During the next three years, the Montana Digital Academy will test EdReady, a curriculum from the National Repository of Online Courses that was funded by the Bill and Melinda Gates Foundation. The Washington Foundation gift will allow Montana students to be the first in the nation to use the curriculum statewide. It is intended to help students boost their scores on commonly used placement exams so they can begin their postsecondary education without remedial help.

“Dennis and Phyllis Washington are pleased to complement the efforts of Bill and Melinda Gates to advance the first implementation of EdReady in the nation,” says Mike Halligan, executive director of the Dennis and Phyllis Washington Foundation. “The Washingtons believe that Montana’s children must achieve at higher levels if they are to fulfill their own dreams and strengthen America. EdReady will provide students with the resources to accomplish their goals.”

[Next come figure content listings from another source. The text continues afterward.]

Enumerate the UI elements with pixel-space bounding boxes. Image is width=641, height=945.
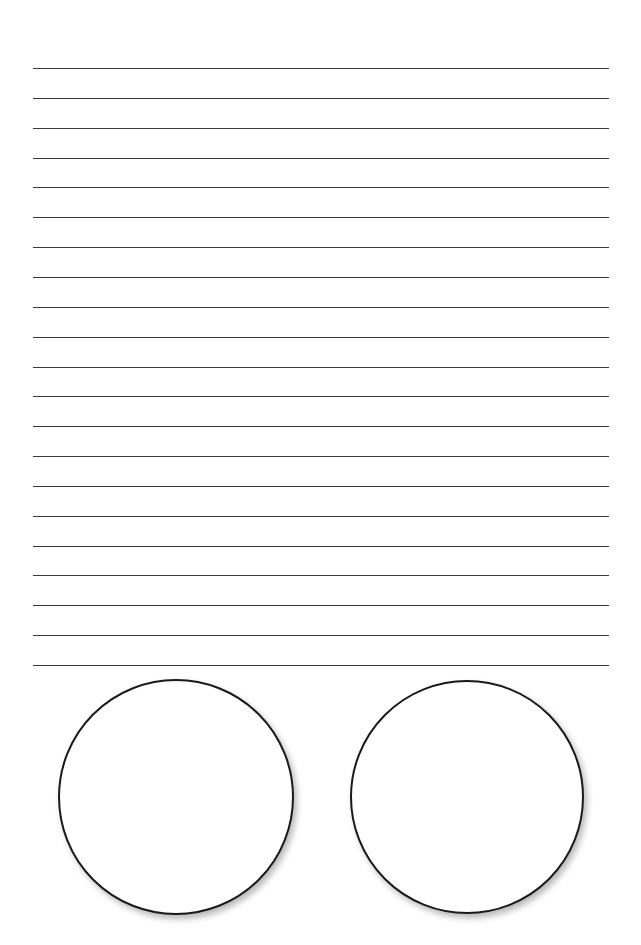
ruled-line [33, 307, 609, 308]
ruled-line [33, 128, 609, 129]
drawing-circle-left [58, 679, 294, 915]
ruled-line [33, 277, 609, 278]
ruled-line [33, 456, 609, 457]
ruled-line [33, 516, 609, 517]
ruled-line [33, 396, 609, 397]
ruled-line [33, 217, 609, 218]
ruled-line [33, 486, 609, 487]
ruled-line [33, 247, 609, 248]
drawing-circle-right [350, 680, 584, 914]
ruled-line [33, 68, 609, 69]
ruled-line [33, 635, 609, 636]
ruled-line [33, 187, 609, 188]
ruled-line [33, 367, 609, 368]
ruled-line [33, 665, 609, 666]
ruled-line [33, 337, 609, 338]
ruled-line [33, 575, 609, 576]
ruled-line [33, 98, 609, 99]
ruled-line [33, 426, 609, 427]
ruled-line [33, 605, 609, 606]
worksheet-page [0, 0, 641, 945]
ruled-line [33, 158, 609, 159]
ruled-line [33, 546, 609, 547]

The Washington Foundation gift comes after a successful pilot project at UM this past summer. In that project, 86 percent of participating students who needed math help increased their test scores and qualified to enroll in higher-level courses.
“Some students who enroll in college have a significant gap from the last time they took a math class in high school to the time they arrive on campus,” says Denise Juneau, state superintendent of public instruction. “EdReady is a promising tool that we can use to help get those students up to speed, keeping them out of remedial courses and on track for college graduation.”

The Montana Digital Academy, UM Department of Mathematical Sciences, and UM Office for Student Success collaborated on the EdReady pilot project, which involved sixty students who completed the math curriculum remotely. Additionally, forty-one students were able to avoid taking forty-nine remedial courses, totaling 151 credit hours that potentially would have cost those students about $30,000 in tuition and fees.

Robert Currie, executive director of the Montana Digital Academy, says a majority of the students were able to reach their target score with fewer than sixteen hours of focused use of EdReady, versus an entire semester for most remedial courses.

“This game-changing system will help our students enter college more prepared, while saving them money and helping them earn their degree on time,” Governor Steve Bullock says. “Montana is leading the nation when it comes to innovative approaches to improving college and career readiness.”

The Montana Digital Academy is part of the state’s K-12 system and works with school districts to expand educational offerings with a mix of core and elective courses, including online college-prep courses. Statewide field testing of EdReady began this spring, with results expected in 2015. Initially, the EdReady curriculum will focus on improving math placement scores, with English to be added in 2015.